Improved insulin sensitivity in human subjects
The 7th leading cause of death in the United States is not contagious.
And it's not cancer.
And it's not genetic.
And it's not the result of accident or injury.
It's preventable.
It's curable.
And the cure doesn't require drugs, surgery, or the advice of any highly specialized medical professional. Your general practitioner, nurse practitioner, or family doctor can provide more than enough support to help you do it.
So why does Type 2 diabetes cost Americans over a quarter of a trillion dollars a year?
Nearly 100 million Americans suffer from diabetes or a reduced insulin sensitivity called "prediabetes" (CDC 2015), making diabetes-related maladies the 7th leading cause of death in the United States.
It's important to know that there are two kinds of diabetes.
The most serious is an auto-immune disorder resulting in destruction of the islet cells in the pancreas that produce insulin. This is called Type 1 diabetes, or T1D, and it is irreversible. When destruction of the islet cells is complete (about a year or two from onset), these patients will no longer produce any insulin. For the rest their lives management of their blood glucose will require several injections of insulin a day.
The causes and mechanisms of T1D are complex. Onset is related to both genetic risk factors and a lack of sun exposure and vitamin D in the first year of life. And T1D represents fewer than 10% of all diabetes diagnoses.

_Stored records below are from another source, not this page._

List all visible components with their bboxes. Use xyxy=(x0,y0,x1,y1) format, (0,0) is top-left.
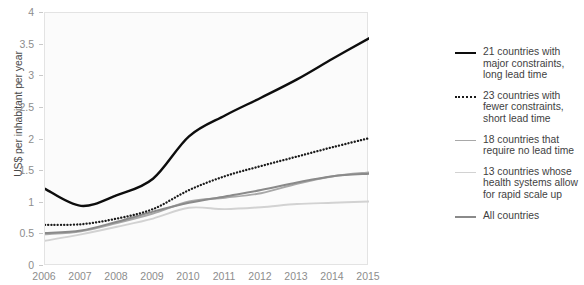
legend-item[interactable]: 13 countries whose health systems allow … xyxy=(455,166,584,201)
y-tick-mark xyxy=(39,107,43,108)
legend-item-label: 13 countries whose health systems allow … xyxy=(483,166,584,201)
legend-item-label: 21 countries with major constraints, lon… xyxy=(483,46,584,81)
y-tick-mark xyxy=(39,170,43,171)
legend-item[interactable]: All countries xyxy=(455,210,584,222)
y-tick-label: 3 xyxy=(0,69,34,81)
y-tick-mark xyxy=(39,233,43,234)
y-tick-label: 2 xyxy=(0,133,34,145)
plot-area xyxy=(44,12,368,265)
legend-item-label: 18 countries that require no lead time xyxy=(483,134,584,157)
y-tick-label: 0.5 xyxy=(0,227,34,239)
series-lines xyxy=(45,13,369,266)
legend-swatch-icon xyxy=(455,96,476,98)
y-tick-mark xyxy=(39,202,43,203)
series-line xyxy=(45,38,369,206)
legend-item-label: 23 countries with fewer constraints, sho… xyxy=(483,90,584,125)
y-tick-mark xyxy=(39,265,43,266)
legend-swatch-icon xyxy=(455,172,476,173)
legend-item[interactable]: 23 countries with fewer constraints, sho… xyxy=(455,90,584,125)
y-tick-label: 1 xyxy=(0,196,34,208)
legend-swatch-icon xyxy=(455,216,476,218)
legend-item-label: All countries xyxy=(483,210,539,222)
legend-swatch-icon xyxy=(455,52,476,54)
series-line xyxy=(45,201,369,240)
y-tick-label: 3.5 xyxy=(0,38,34,50)
y-tick-mark xyxy=(39,12,43,13)
y-tick-label: 1.5 xyxy=(0,164,34,176)
y-tick-mark xyxy=(39,139,43,140)
legend-swatch-icon xyxy=(455,140,476,141)
y-tick-mark xyxy=(39,75,43,76)
y-tick-label: 2.5 xyxy=(0,101,34,113)
y-tick-mark xyxy=(39,44,43,45)
legend-item[interactable]: 21 countries with major constraints, lon… xyxy=(455,46,584,81)
x-tick-label: 2015 xyxy=(346,270,390,282)
legend-item[interactable]: 18 countries that require no lead time xyxy=(455,134,584,157)
y-tick-label: 4 xyxy=(0,6,34,18)
legend: 21 countries with major constraints, lon… xyxy=(455,46,584,230)
series-line xyxy=(45,138,369,225)
chart-container: US$ per inhabitant per year 00.511.522.5… xyxy=(0,0,584,285)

The other 90 million Americans suffer from what is called Type 2 diabetes, which is a metabolic dysfunction (Aguilar et al. 2015) that results in poor uptake of blood glucose into muscle cells that burn it, or fat cells that store it. As a consequence, Type 2 patients suffer a myriad of health-related ill effects of increased blood glucose that could result in blindness, amputation of extremities, in addition to the cluster of cardio-vascular disorders eventually resulting in premature death (Cornier et al. 2008).
A study in the journal Diabetes Care (2013) estimated the direct medical costs of Type 2 as $176 billion/yr, with an additional $69 billion/yr in lost worker productivity (2012 dollars).
Current medical practices for preventing the ill-effects and health risks of diabetes include admonitions to lose weight and increase exercise --although these rarely work, and thin people can get T2D, too.
The next line of treatment is typically prescription drugs, such as metformin, to interfere with blood glucose production, or insulin injection to reduce blood glucose levels.
Yet, there is another way to reverse T2D, improve insulin sensitivity, and encourage weight loss.
It is deliberate cold exposure.
A 2015 study reported in the journal Nature investigated the hypothesis that cold-induced thermogenesis for activation of brown fat could:
- increase energy expenditure,
- consume triglycerides,
- result in weight loss,
- treat T2D.
They found that among a cohort of eight overweight, male T2D patients averaging almost 60 years old, just 10 days of mild cold exposure (60F) resulted in a 43% improvement in glucose sensitivity.
Subjects ate a standardized diet and were asked to refrain from heavy exercise, to ensure that the measured effects were attributable only to the mild cold exposure.
And what sort of cold exposure torture were they expected to endure?
"During cold acclimation, subjects were dressed in shorts and T-shirts and remained sedentary while staying in the cold room. Food intake in the cold room was kept constant and subjects were instructed not to change their normal dietary regime outside the cold room." - Hanssen et al. (2015)
That's it.
They didn't have to do ice baths, or intermittent fasting, or cardio.
Shorts. T-shirt. Snacks. Sitting around with your buddies at 60F.
That's practically a tailgate party.
Since Type 2 diabetes might be reversed after only 10 days of mild cold exposure, with zero side-effects, no drugs, and nothing less pleasant that hanging around outside with your pals on a beautiful Fall day, then why are we wasting over $250 billion dollars a year on pharmaceuticals and other programs that don't work?
That's enough money to buy every household in America their own Forge.
About the Author
Thomas P Seager, PhD is an Associate Professor in the School of Sustainable Engineering at Arizona State University. Seager co-founded the Morozko Forge ice bath company and is an expert in the use of ice baths for building metabolic and psychological resilience.
Thanks! My sister won't try ice baths, but maybe I can get her to do this! Lol
Subjects spent a few hours per session, for 10 straight days. It's possible the same effect might be realized in shorter sessions at colder temps.
The "per session," ......10 minutes, half hour, 1 hour?
The article doesn't say how long the mild cold exposure per session was. Did the study?